The Hidden Cost of “Good Enough” Legal IT
3 min read.
Recent research into the UK legal sector exposes a clear contradiction. The State of Legal Tech 2026 reports that whilst 85% of lawyers say they’re satisfied with their technology, half report losing six hours or more every week to inefficient systems, the equivalent of over 44 working days per year.
At the same time, only 39% report strong AI governance and fewer than four in ten describe their cybersecurity posture as robust.
Satisfaction does not equal performance and legacy systems that “work” often conceal:
Fragmented infrastructure
Poor integration
Performance drag
Architecture that doesn’t scale
When inefficiency becomes normal, the cost disappears into daily operations, in lost billable time, slower service and constrained growth.
Incremental upgrades don’t resolve structural flaws, they actually prolong them.
AI Without Control
AI is now embedded across legal workflows but governance isn’t keeping pace. Only 39% of firms report strong oversight and without clear policy, access control and audit frameworks, firms increase exposure to:
Confidentiality breaches
Data leakage
Professional liability
Reputational damage
Whilst 68% of UK lawyers are concerned about cyber risk and only 39% believe their defences are strong. That gap defines the market.
Security cannot sit at the edge of legal systems. It must be embedded within infrastructure - across identity, network architecture, monitoring and resilience planning because concern without structural investment creates exposure.
Almost half of lawyers are not fully confident they own their data and the average UK data extraction cost when switching providers is £12,888.
When migration is expensive and opaque, firms delay change even when systems are underperforming. We know that technology should increase optionality but that data lock-in does the opposite.
Solid Infrastructure Is Competitive Advantage
The strongest legal IT environments aren’t visible.
They are:
Stable
Governed
Secure
Performance-optimised
Built to scale
When infrastructure runs predictably, firms recover productivity, reduce exposure and allow leadership to focus on strategy, not troubleshooting.
Modernisation is no longer a feature refresh, it is a decision about control, resilience and long-term competitiveness.
Firms can continue absorbing friction quietly or they can remove it but legal technology should deliver clarity, confidence and flexibility; not complexity.
If you’re reviewing the resilience, governance or scalability of your legal IT environment, speak to the Netprotocol team.
Data referenced from The State of Legal Tech 2026 report (UK findings).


The number of lines in the records that include "name" is all you should give.

INFORMATION SHOWN:
::::::::::
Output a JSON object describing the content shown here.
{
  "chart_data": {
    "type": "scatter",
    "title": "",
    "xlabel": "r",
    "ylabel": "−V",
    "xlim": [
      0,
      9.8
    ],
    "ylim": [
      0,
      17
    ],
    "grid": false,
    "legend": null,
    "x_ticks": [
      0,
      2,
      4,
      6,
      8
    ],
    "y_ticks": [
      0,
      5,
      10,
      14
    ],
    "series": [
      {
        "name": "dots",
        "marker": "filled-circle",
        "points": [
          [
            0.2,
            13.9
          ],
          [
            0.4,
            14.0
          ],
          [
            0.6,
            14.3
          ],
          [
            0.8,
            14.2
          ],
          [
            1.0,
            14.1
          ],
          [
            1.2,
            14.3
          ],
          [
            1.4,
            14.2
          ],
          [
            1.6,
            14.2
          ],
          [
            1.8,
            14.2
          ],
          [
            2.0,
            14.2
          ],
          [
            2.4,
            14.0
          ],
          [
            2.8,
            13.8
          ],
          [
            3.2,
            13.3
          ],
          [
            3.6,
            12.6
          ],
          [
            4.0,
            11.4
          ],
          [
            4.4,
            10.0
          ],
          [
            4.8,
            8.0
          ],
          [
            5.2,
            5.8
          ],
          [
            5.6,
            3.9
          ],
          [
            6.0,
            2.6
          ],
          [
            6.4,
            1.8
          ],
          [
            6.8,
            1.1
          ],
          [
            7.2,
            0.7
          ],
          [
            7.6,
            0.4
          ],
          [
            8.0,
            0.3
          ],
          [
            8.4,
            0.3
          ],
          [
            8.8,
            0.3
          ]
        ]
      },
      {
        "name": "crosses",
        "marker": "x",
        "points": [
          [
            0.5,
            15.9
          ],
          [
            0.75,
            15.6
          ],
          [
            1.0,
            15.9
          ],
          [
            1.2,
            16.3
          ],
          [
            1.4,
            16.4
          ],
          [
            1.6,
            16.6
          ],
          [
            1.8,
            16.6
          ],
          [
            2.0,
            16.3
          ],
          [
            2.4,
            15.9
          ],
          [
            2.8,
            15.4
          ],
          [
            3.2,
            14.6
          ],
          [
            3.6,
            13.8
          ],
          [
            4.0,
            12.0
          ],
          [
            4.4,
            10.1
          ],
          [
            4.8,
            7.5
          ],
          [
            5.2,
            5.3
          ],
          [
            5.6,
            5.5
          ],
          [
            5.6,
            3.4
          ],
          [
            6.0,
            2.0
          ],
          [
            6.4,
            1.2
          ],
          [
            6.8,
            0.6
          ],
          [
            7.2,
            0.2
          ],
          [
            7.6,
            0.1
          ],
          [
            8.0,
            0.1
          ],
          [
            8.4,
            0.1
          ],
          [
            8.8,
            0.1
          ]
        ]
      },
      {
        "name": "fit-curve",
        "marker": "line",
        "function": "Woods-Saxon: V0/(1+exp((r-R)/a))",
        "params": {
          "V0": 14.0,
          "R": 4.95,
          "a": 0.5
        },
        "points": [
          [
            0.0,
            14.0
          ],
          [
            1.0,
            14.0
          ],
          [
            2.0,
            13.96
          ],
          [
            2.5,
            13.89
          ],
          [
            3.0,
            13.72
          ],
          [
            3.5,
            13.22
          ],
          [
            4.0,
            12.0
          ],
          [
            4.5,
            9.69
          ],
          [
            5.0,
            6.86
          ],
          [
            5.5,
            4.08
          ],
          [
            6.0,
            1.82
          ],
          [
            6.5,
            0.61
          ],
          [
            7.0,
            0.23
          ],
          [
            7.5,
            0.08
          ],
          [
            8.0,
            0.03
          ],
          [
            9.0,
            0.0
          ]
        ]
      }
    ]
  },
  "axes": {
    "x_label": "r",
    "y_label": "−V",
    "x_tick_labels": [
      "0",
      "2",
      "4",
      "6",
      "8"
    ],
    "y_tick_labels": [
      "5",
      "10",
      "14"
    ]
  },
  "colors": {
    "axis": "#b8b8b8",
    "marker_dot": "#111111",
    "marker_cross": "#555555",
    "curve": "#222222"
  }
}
::::::::::
RESULT: 3